Content Partner organisations/Crossref Members:
If you are a Crossref member using the Crossref Similarity Check (powered by iThenticate) service, then as per the Terms of the Service, you are obliged to make at least 90% of your DOI-assigned content available to Turnitin for indexing in our database; to protect this content from potential plagiarism and to allow all users to compare against your content, when using the Turnitin or iThenticate services. To facilitate this, you must deposit 'as_crawled' (full-text) URLs in your Crossref metadata, and allow access to these URLs to requests from the following Turnitin IP ranges:
199.47.87.132 to 199.47.87.135; 199.47.82.0 to 199.47.82.15

Similarly, for Content Partner organisations providing their metadata (including full-text URLs) to Turnitin over FTP, to allow Turnitin to crawl this content; these IP addresses and the Agent Name "Turnitin" and "TurnitinBot" should be given access to facilitate the indexing of this content.

General Webcrawl:
Turnitin also crawls publicly accessible content off the internet from newsites, blogs, academic websites, Open-Access repositories etc., as these sites could be the target of students/authors wanting to plagiarise content, and it is in the interests of the content owners and the users of our service for us to be able to compare against content hosted by these sites. In this instance, you may see our general webcrawler accessing your website from the following IP addresses:
199.47.80.0 to 199.47.87.255; 199.47.82.16 to 199.47.82.31

Please note, Crossref Members/Content Partners may also see activity from Turnitin's general webcrawler on their websites; if this causes any inconvenience or slowdown in traffic, this can be handled via robots.txt restrictions or by blocking just the latter IP range (199.47.80.0 to 199.47.87.131 and 199.47.87.136 to 199.47.87.255).

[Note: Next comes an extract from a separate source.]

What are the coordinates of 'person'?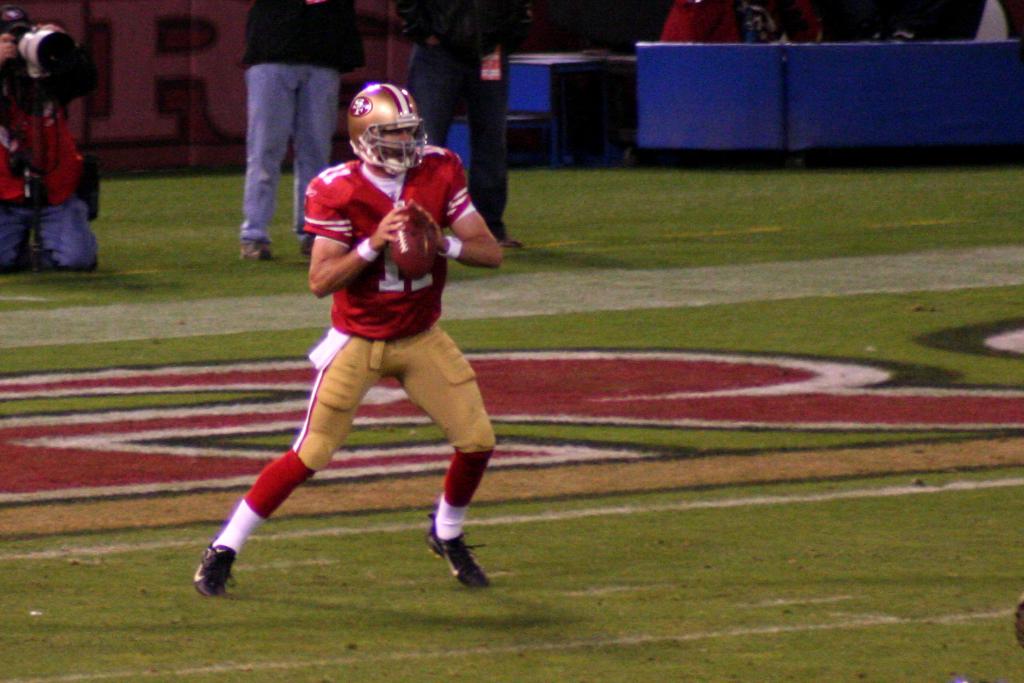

Q: Why is TurnitinBot crawling pages that do not exist on my site (404 errors)?
There are two explanations for this. Either your site or another site has a link to your site which is incorrect, i.e. the page doesn't exist. Not knowing better we tried to follow this link generating a 404 error on your server. The other possibility is that TurnitinBot improperly parsed a link from a page.
Q: How can I contact you to report a problem?
If you still have questions or want to speak with us about our crawler's behavior you can contact us at crawler@turnitin.com. If you could please provide us with the following information it would help us determine what occurred when our crawler visited your site.

* A description of your question or problem.
* The IP address of the server which our crawler visited.
* The approximate time and date of the visit.
* A means to contact you if not by email.
* Entries from your server log(s) that pertain to our visit. In particular,the URLS we visited which triggered the problem.